5. The writings of lqnatius will be considered later, as he does not belong to this class; in the third century. 6. The Epistle ot Barnabas, chapter 15. 7. Justin Martyr, Second Apology, chap. 13. 8. Herbert B. Workman, Christian Thought to the Reformation, p. 23. London: Duckworth, 1911. 9. Justin Martyr. First Apology, chap. 67. 10. Justin Martyr, Dialogue With Trypho, chap. 23. 11. Justin Martyr, Dialogue With Trypho, chap. 12. 12. Justin Martyr, Dialogue With Trypho, chap. 41. 13. Encyclopedia Britannica, 14 ed., article, Clement of Alexandria. 14. Charles Bigg, The Origins of Christianity, p. 405. 15. Charles Bigg, The Origins of Christianity, p. 411. 16. Clement, Miscellanies, book 6, chap. 14. 17. Clement, Miscellanies. book 6. chap. 16. 18. Clement, Miscellanies, book 5, chap. 14. 19. Hastings Encyclopedia of Religion and Ethics, article, 'Alexandrian Theology. New York: Scribners, 1915.
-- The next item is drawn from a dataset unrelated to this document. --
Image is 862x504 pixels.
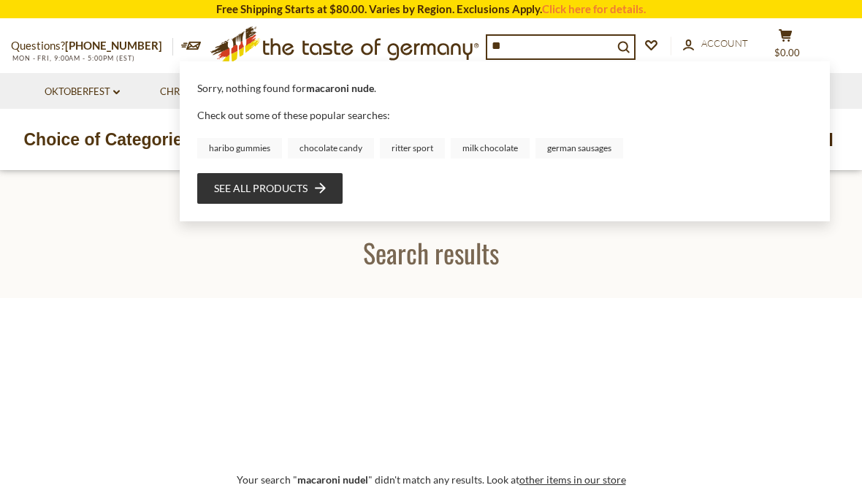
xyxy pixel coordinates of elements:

10. Council of Laodicea, Canon 29. 11. Adolph Harnack, What Is Christianity? pp. 221, 222. London: Williams and Norgate, 1901. 12. Adolph Harnack, What Is Christianity? pp. 215, 216. 13. Philip Schaff, History of the Christian Church, Volume II, pp. 722-725. Edinburgh, T. & T. Clark, 1889. 14. Williston Walker, A History of the Christian Church, pp. 59, 62, 77. New York: Scribners, 1929. 15. Adolph Harnack, What Is Christianity? pp. 222, .223.
2. Franz Cumont, Oriental Religions in Roman Paganism, pp. 56, 57. Chicago: Open Court, 1907. 3. William T. Olcott, Sun Lore in All Ages, p. 229,New York, Putnam's, 1914. 4. Samuel Dill, Roman Society From Nero to Marcus Aurelius, pp. 577, 578. London: Macmillan, 1904. 5. Flinders Petrie, Egypt and Israel, pp. 137-141. New York: E. S. Gorham 6. W. W. Tarn. 'Hellenistic Civilization. p. 324.